Predicting Gang Embeddedness Through Public Social Media Presence

Sara Fromboluti, Pace University

Abstract

Misconceptions about gang-affiliated youth directly impact the type and quality of psychosocial support services for youth inclined to join and participate in gang activity (Gushue & Wong, 2018; Hazlehurst, 2018; Winfree Jr et al., 1992). Viewing individuals in gangs as unilaterally deviant reduces the ability to implement constructive and rehabilitative social interventions and increases the role of the criminal justice system and its reliance on disciplinary penalties (Gravel et al., 2018). Contemporary research suggests that effective dissidence and prevention efforts hinge on matching the type of intervention to the level of gang commitment experienced by a young person (Carson & Vecchio, 2015; Roman et al., 2017; Weerman et al., 2015), and that gang dissidence efforts are more effective when targeted at that youth’s level of enmeshment (Alleyne & Wood, 2010; Carson & Vecchio, 2015; O’Neal et al., 2016; Roman et al., 2017). The current study tested the assumption that online communication of gang affiliation is similar to offline statements of affiliation by examining the types and quantity of communication of gang affiliated youth on Facebook. Six distinct groupings emerged with signaling patterns consonant to off-line signaling in “unaffiliated,” “tangential,” “wannabe,” “active,” and “core” gang members. These groupings have previously been found in the literature and correspond to individual levels of affiliation and their stage of gang joining and commitment (Center, 2015b; Densley, 2012; Pyrooz & Densley, 2016; West, 2016). The findings suggest that gang members communicate varying levels of affiliation through their online social media presence in a way that has direct parallels to their real-world communication. These findings suggest that the current dichotomous gang/nongang definition utilized in policing and criminal justice, may lead to erroneously over criminalizing the majority of youth accused of gang offenses. Future directions for research and potential psychosocial and policy implications are discussed.

Subject Area

Social psychology|Psychology|Criminology

Recommended Citation

Fromboluti, Sara, "Predicting Gang Embeddedness Through Public Social Media Presence" (2021). ETD Collection for Pace University. AAI28796994.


-- Exercise requirements --
Go through the lines below and retype each one exactly.

-- Records to process --
::::::::::

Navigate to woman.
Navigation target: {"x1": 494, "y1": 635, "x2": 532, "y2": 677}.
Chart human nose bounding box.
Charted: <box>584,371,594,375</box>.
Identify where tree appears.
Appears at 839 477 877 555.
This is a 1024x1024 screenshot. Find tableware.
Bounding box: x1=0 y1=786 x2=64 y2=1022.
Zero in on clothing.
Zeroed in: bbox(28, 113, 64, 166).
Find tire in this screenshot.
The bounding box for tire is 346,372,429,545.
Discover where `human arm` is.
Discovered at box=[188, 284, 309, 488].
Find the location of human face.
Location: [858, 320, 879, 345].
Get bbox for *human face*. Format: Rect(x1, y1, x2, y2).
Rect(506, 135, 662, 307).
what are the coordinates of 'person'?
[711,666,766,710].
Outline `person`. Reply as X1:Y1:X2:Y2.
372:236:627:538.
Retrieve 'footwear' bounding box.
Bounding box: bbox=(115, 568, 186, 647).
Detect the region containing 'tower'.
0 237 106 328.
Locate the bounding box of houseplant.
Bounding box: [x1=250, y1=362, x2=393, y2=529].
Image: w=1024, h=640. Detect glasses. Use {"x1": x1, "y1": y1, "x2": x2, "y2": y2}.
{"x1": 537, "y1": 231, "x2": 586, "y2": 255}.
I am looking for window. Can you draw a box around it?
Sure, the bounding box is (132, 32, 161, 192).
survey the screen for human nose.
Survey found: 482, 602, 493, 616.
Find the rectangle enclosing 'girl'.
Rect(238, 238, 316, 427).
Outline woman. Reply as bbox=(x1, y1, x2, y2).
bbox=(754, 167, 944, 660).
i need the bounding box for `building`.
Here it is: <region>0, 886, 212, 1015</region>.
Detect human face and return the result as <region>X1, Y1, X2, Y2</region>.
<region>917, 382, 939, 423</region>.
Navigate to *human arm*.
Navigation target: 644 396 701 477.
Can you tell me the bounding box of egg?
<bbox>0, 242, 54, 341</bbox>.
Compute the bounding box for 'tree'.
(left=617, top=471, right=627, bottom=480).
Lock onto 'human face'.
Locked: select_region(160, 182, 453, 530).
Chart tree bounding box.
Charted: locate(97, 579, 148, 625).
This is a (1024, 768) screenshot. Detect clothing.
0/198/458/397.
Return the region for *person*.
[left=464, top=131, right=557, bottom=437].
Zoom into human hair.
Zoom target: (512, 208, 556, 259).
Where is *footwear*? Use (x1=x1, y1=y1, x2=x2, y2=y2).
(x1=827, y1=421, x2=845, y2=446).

::::::::::

-- Reply --
Navigate to woman.
Navigation target: {"x1": 494, "y1": 635, "x2": 532, "y2": 677}.
Chart human nose bounding box.
Charted: <box>584,371,594,375</box>.
Identify where tree appears.
Appears at 839 477 877 555.
This is a 1024x1024 screenshot. Find tableware.
Bounding box: x1=0 y1=786 x2=64 y2=1022.
Zero in on clothing.
Zeroed in: bbox(28, 113, 64, 166).
Find tire in this screenshot.
The bounding box for tire is 346,372,429,545.
Discover where `human arm` is.
Discovered at box=[188, 284, 309, 488].
Find the location of human face.
Location: [858, 320, 879, 345].
Get bbox for *human face*. Format: Rect(x1, y1, x2, y2).
Rect(506, 135, 662, 307).
what are the coordinates of 'person'?
[711,666,766,710].
Outline `person`. Reply as X1:Y1:X2:Y2.
372:236:627:538.
Retrieve 'footwear' bounding box.
Bounding box: bbox=(115, 568, 186, 647).
Detect the region containing 'tower'.
0 237 106 328.
Locate the bounding box of houseplant.
Bounding box: [x1=250, y1=362, x2=393, y2=529].
Image: w=1024, h=640. Detect glasses. Use {"x1": x1, "y1": y1, "x2": x2, "y2": y2}.
{"x1": 537, "y1": 231, "x2": 586, "y2": 255}.
I am looking for window. Can you draw a box around it?
Sure, the bounding box is (132, 32, 161, 192).
survey the screen for human nose.
Survey found: 482, 602, 493, 616.
Find the rectangle enclosing 'girl'.
Rect(238, 238, 316, 427).
Outline woman. Reply as bbox=(x1, y1, x2, y2).
bbox=(754, 167, 944, 660).
i need the bounding box for `building`.
Here it is: <region>0, 886, 212, 1015</region>.
Detect human face and return the result as <region>X1, Y1, X2, Y2</region>.
<region>917, 382, 939, 423</region>.
Navigate to *human arm*.
Navigation target: 644 396 701 477.
Can you tell me the bounding box of egg?
<bbox>0, 242, 54, 341</bbox>.
Compute the bounding box for 'tree'.
(left=617, top=471, right=627, bottom=480).
Lock onto 'human face'.
Locked: select_region(160, 182, 453, 530).
Chart tree bounding box.
Charted: locate(97, 579, 148, 625).
This is a (1024, 768) screenshot. Detect clothing.
0/198/458/397.
Return the region for *person*.
[left=464, top=131, right=557, bottom=437].
Zoom into human hair.
Zoom target: (512, 208, 556, 259).
Where is *footwear*? Use (x1=x1, y1=y1, x2=x2, y2=y2).
(x1=827, y1=421, x2=845, y2=446).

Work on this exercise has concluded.